Loading
Loading
0 Chapters0 Books0 People0 Places
The valley between Jerusalem and the Mount of Olives
JudeaHistorically Verified
The valley between Jerusalem and the Mount of Olives is still there. Tombs from multiple time periods have been dug up, and the historian Josephus wrote about it.
A valley running along the eastern wall of Jerusalem, separating the city from the Mount of Olives. David crossed the Kidron weeping when he fled from Absalom's rebellion (2 Samuel 15:23). Several kings used it as a dumping ground when destroying idols. Jesus crossed the Kidron Valley on His way to Gethsemane the night He was arrested (John 18:1).
2 Kings
The Greatest Reformation Arc Ever
The Kidron valley is the disposal site for Josiah's purge — where the Asherah pole is burned and its ashes scattered on graves, a deliberate act of ritual defilement.
John
The Night They Came for Him
The Kidron Brook is the valley Jesus crosses on his way to the garden, a known landmark separating Jerusalem from the Mount of Olives where the arrest will take place.
2 Samuel
When Your Own Son Tries to Steal Your Whole Kingdom
The brook Kidron is the physical threshold David crosses as he leaves Jerusalem — the moment of crossing marks the king's formal departure into exile, with the whole mourning procession pressing toward the wilderness.
1 Kings
When the Kingdom Keeps Fumbling
The Kidron is the valley just outside Jerusalem where Asa burns the Asherah pole his mother had made — a symbolic act of public destruction at a liminal boundary between the holy city and the outside world.
2 Chronicles
When the Prophet Pulled Up and Said Seek God or Get Left
The Kidron Brook is where Asa burns and destroys his mother's Asherah idol — a valley on Jerusalem's outskirts that becomes the disposal site for the most personal act of his reform.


◆ **Exercise directions**: In the records below, find the line containing "pyautogui.click(x=<x>, y=<y>)" and return it together with every later line, exactly as written; pictures are to be omitted.

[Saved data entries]
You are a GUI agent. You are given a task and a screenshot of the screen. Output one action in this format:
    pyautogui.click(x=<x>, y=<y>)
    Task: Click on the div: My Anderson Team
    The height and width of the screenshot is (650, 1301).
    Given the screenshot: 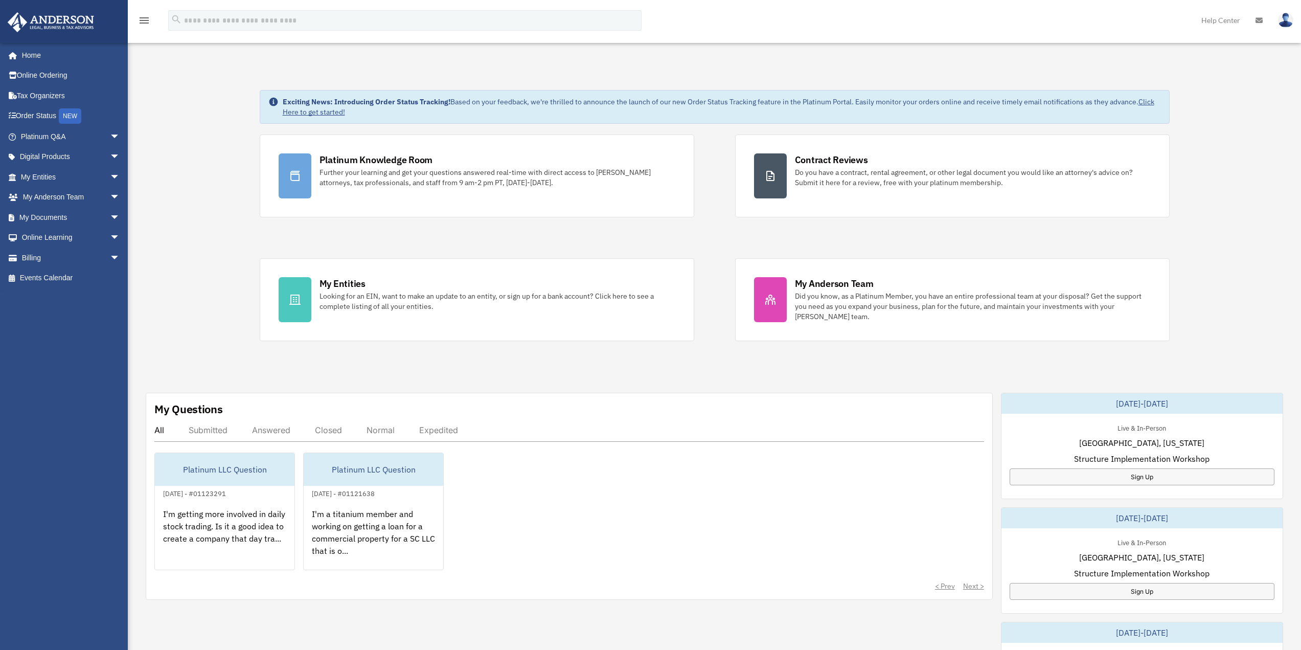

◆ **Your response**:
    pyautogui.click(x=<x>, y=<y>)
    Task: Click on the div: My Anderson Team
    The height and width of the screenshot is (650, 1301).
    Given the screenshot: 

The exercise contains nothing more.